All I Want For Christmas Is You, Baby!🎁
The Zombie-Industrial Complex: How The Walking Dead Killed The American Mall
Listen, I know you're still recovering from Halloween and absolutely nobody asked for this, but we need to talk about the elephant in the room. Or rather, the shambling corpse in the food court.
I can already hear you preparing your counter-arguments about Amazon and, "changing retail landscapes," and economic factors, but consider this: Dawn of the Dead came out in 1978, and what's been happening to malls ever since? Exactly. They've been slowly deteriorating into the very zombie apocalypse sanctuaries we see on screen. Life imitates art imitates life eating brains.
The evidence is irrefutable if you squint hard enough and ignore all contrary data. Every October, we collectively consume zombie media like it's candy corn we pretend to enjoy. We binge The Walking Dead. We play zombie video games. We even do zombie-themed 5Ks, which is truly the most American thing imaginable—monetizing our cardio with fictional monsters. And then, come Black Friday, we're supposed to enthusiastically shuffle into these massive retail spaces like... well, like zombies seeking fresh consumer goods instead of flesh.
The correlation is stunning. The more zombie content we produce, the more our urban centers decay. Strip malls become actual strips of abandoned real estate. Downtown shopping districts transform into movie sets that don't need set dressing. Even the phrase, "dead mall," has entered our lexicon. DEAD. MALL. We're not even hiding it anymore.
Of course, the only people sounding the alarm are fundamentalist Christians, who've been warning us for decades that zombies, shopping, and cities are a unholy trinity leading us to ruin. Were they right? Has our obsession with the undead literally manifested the apocalypse in architectural form? According to a very specific interpretation of causation that ignores literally everything else, yes, absolutely.
The mechanics are simple: We watch zombies shambling through abandoned malls. We subconsciously start viewing our own malls as future apocalypse bunkers. We stop shopping there because we're conserving them for the inevitable collapse. The stores close. The zombification is complete. It's a self-fulfilling prophecy, except we're doing it to real estate.
And now here we are, facing down Christmas shopping season with all the enthusiasm of someone who knows they're just going to order everything online anyway while half-watching another zombie series. The Sears is closed. The JCPenney is on life support. The Gap is a gap. Hot Topic persists through sheer spite. Somewhere, a fundamentalist is saying, "I told you so," while we're all just wondering if that Orange Julius is still open?
So this holiday season, as you navigate the digital wasteland of your browser tabs instead of the physical wasteland of the local Northgate Mall, remember: we did this. We manifested the zombie mall apocalypse through pure collective imagination and a refusal to admit we just really hate parking.
The zombies won. The malls lost. And Christmas shopping is definitely happening from my couch this year.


EXERCISE INSTRUCTIONS: Please set out each line below exactly as it stands, without the images.
+ + + + + + +
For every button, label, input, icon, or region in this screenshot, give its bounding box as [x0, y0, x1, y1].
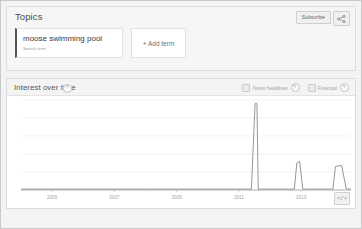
interest-over-time-header: Interest over time News headlines Foreca… — [7, 79, 355, 96]
share-button[interactable] — [333, 11, 350, 26]
share-icon — [337, 15, 346, 23]
search-terms-row: moose swimming pool Search term + Add te… — [15, 28, 186, 58]
topics-card: Topics Subscribe moose swimming pool Sea… — [6, 6, 356, 71]
subscribe-button[interactable]: Subscribe — [296, 11, 331, 24]
page-title: Topics — [15, 11, 43, 22]
forecast-help-question-icon[interactable] — [340, 83, 349, 92]
chart-options: News headlines Forecast — [242, 83, 349, 92]
forecast-checkbox[interactable] — [308, 84, 316, 92]
option-news-headlines[interactable]: News headlines — [242, 83, 299, 92]
search-term-sublabel: Search term — [23, 46, 46, 51]
svg-text:2013: 2013 — [296, 195, 307, 200]
svg-text:2005: 2005 — [47, 195, 58, 200]
option-forecast[interactable]: Forecast — [308, 83, 349, 92]
chart-series-group — [21, 104, 351, 190]
interest-over-time-plot[interactable]: 20052007200920112013 — [7, 96, 355, 208]
topics-header: Topics Subscribe — [7, 7, 355, 28]
interest-over-time-card: Interest over time News headlines Foreca… — [6, 78, 356, 209]
embed-label: </> — [335, 193, 349, 204]
forecast-label: Forecast — [318, 85, 337, 91]
news-headlines-help-question-icon[interactable] — [291, 83, 300, 92]
search-term-label: moose swimming pool — [23, 34, 102, 43]
chart-axis-tick-labels: 20052007200920112013 — [47, 195, 307, 200]
embed-button[interactable]: </> — [334, 192, 350, 205]
interest-chart[interactable]: 20052007200920112013 </> — [7, 96, 355, 208]
svg-text:2009: 2009 — [172, 195, 183, 200]
news-headlines-checkbox[interactable] — [242, 84, 250, 92]
trends-page: Topics Subscribe moose swimming pool Sea… — [0, 0, 362, 229]
help-question-icon[interactable] — [63, 84, 72, 93]
news-headlines-label: News headlines — [253, 85, 288, 91]
svg-text:2007: 2007 — [109, 195, 120, 200]
add-term-button[interactable]: + Add term — [131, 28, 186, 58]
svg-text:2011: 2011 — [234, 195, 244, 200]
search-term-chip[interactable]: moose swimming pool Search term — [15, 28, 123, 58]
+ + + + + + +
TASK OUTPUT:
For every button, label, input, icon, or region in this screenshot, give its bounding box as [x0, y0, x1, y1].
interest-over-time-header: Interest over time News headlines Foreca… — [7, 79, 355, 96]
share-button[interactable] — [333, 11, 350, 26]
share-icon — [337, 15, 346, 23]
search-terms-row: moose swimming pool Search term + Add te… — [15, 28, 186, 58]
topics-card: Topics Subscribe moose swimming pool Sea… — [6, 6, 356, 71]
subscribe-button[interactable]: Subscribe — [296, 11, 331, 24]
page-title: Topics — [15, 11, 43, 22]
forecast-help-question-icon[interactable] — [340, 83, 349, 92]
chart-options: News headlines Forecast — [242, 83, 349, 92]
forecast-checkbox[interactable] — [308, 84, 316, 92]
option-news-headlines[interactable]: News headlines — [242, 83, 299, 92]
search-term-sublabel: Search term — [23, 46, 46, 51]
svg-text:2013: 2013 — [296, 195, 307, 200]
svg-text:2005: 2005 — [47, 195, 58, 200]
option-forecast[interactable]: Forecast — [308, 83, 349, 92]
chart-series-group — [21, 104, 351, 190]
interest-over-time-plot[interactable]: 20052007200920112013 — [7, 96, 355, 208]
topics-header: Topics Subscribe — [7, 7, 355, 28]
interest-over-time-card: Interest over time News headlines Foreca… — [6, 78, 356, 209]
embed-label: </> — [335, 193, 349, 204]
forecast-label: Forecast — [318, 85, 337, 91]
news-headlines-help-question-icon[interactable] — [291, 83, 300, 92]
search-term-label: moose swimming pool — [23, 34, 102, 43]
chart-axis-tick-labels: 20052007200920112013 — [47, 195, 307, 200]
embed-button[interactable]: </> — [334, 192, 350, 205]
interest-chart[interactable]: 20052007200920112013 </> — [7, 96, 355, 208]
svg-text:2009: 2009 — [172, 195, 183, 200]
news-headlines-checkbox[interactable] — [242, 84, 250, 92]
trends-page: Topics Subscribe moose swimming pool Sea… — [0, 0, 362, 229]
help-question-icon[interactable] — [63, 84, 72, 93]
news-headlines-label: News headlines — [253, 85, 288, 91]
svg-text:2007: 2007 — [109, 195, 120, 200]
add-term-button[interactable]: + Add term — [131, 28, 186, 58]
svg-text:2011: 2011 — [234, 195, 244, 200]
search-term-chip[interactable]: moose swimming pool Search term — [15, 28, 123, 58]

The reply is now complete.